A recent “analysis” by Americans for Tax Fairness (ATF) and the Institute for Policy Studies (IPS) looked at the Forbes net worth of America’s billionaires between March 18 and May 19 and found that the billionaires’ net worth grew by $434 billion. The study was widely reported by outlets on the left, right and center alike. There is just one problem: it’s nonsense.

Steve Goldstein, a reporter at MarketWatch (and apparently the only journalist who could be bothered to look past the attention-grabbing lede), questioned the study’s use of March 18 as the pandemic start date. After all, market concerns about the coronavirus began much earlier than mid-March.

Between the S&P 500’s peak on February 19 and the study’s March 18 start date, the S&P 500 dropped by about 30 percent, an absolutely catastrophic decline. Just a few days after March 18, fueled by growing investor confidence following a substantial federal response, markets began to recover. The market’s trend line since this recovery has been one of steady improvement — though it continues to be well below the February 19 peak.
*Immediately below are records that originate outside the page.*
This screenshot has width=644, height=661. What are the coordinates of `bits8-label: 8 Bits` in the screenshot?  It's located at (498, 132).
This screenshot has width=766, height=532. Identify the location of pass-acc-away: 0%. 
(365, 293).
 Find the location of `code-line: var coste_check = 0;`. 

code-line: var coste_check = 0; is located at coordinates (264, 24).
Goldstein ran the same analysis of billionaires’ wealth between the more logical February 19 start date and May 19, finding that billionaires actually lost $232 billion. ATF and IPS show billionaires gaining wealth only because they cherry-picked data from the recovery period directly after the market dropped precipitously.
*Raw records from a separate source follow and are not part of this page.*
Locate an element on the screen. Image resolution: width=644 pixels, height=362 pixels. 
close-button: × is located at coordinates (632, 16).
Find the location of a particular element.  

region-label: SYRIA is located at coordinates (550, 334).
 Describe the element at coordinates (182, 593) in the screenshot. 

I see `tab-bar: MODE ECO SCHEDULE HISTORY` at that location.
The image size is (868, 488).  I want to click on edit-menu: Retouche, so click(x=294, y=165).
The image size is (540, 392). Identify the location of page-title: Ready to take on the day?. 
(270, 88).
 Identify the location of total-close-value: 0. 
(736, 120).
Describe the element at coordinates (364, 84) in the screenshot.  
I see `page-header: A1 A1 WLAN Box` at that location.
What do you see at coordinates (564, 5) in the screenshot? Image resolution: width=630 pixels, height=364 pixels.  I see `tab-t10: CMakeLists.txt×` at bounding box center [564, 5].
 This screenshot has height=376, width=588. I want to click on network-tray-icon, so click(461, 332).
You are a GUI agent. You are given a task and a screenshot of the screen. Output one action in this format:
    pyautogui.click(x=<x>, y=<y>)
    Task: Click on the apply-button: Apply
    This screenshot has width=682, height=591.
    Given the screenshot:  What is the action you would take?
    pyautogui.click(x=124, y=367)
Yet, rather than questioning the data behind the counterintuitive claim that billionaires behind the nation’s largest corporations were somehow profiting off shutting their businesses down, media outlets across the board blasted out ATF and IPS’s report. As a result of the media’s insatiable and reckless pursuit of social media shares, millions of Americans believe a “fact” that isn’t true.

It’s not the first time that media outlets have set aside journalistic standards when faced with the potential to profit off of the large market for anti-billionaire hate clicks. Reports reliably surface whenever large corporations, particularly Amazon, pay no income tax in a given year, attracting a chorus of finger-waving from the usual suspects. The implication is, of course, that these big corporations are flexing their political muscle to get backroom sweetheart deals and swindle the American people.

Once again, though, that’s not the case. Amazon achieved its zero tax bill by using common deductions such as the Research and Development credit, full expensing of investments and carrying forward net operating losses. All widely available, well-known tax policy instruments that are defensible as being good policy. And, importantly, all provisions that enjoy bipartisan support.

Now, no one need shed a tear for billionaires and large corporations wrongly demonized during a crisis that has left tens of thousands of Americans dead and millions more out of a job. They can take it.

But no one benefits from the American public receiving misleading information from the news media they trust to keep them informed. The process of forming good policy is difficult enough on its own and it’s only made more difficult when Americans are misinformed on relatively simple, factual questions such as “did billionaires gain or lose money during this economic crisis?”

Andrew Wilford is a policy analyst with the National Taxpayers Union Foundation, a nonprofit dedicated to tax policy research and education at all levels of government.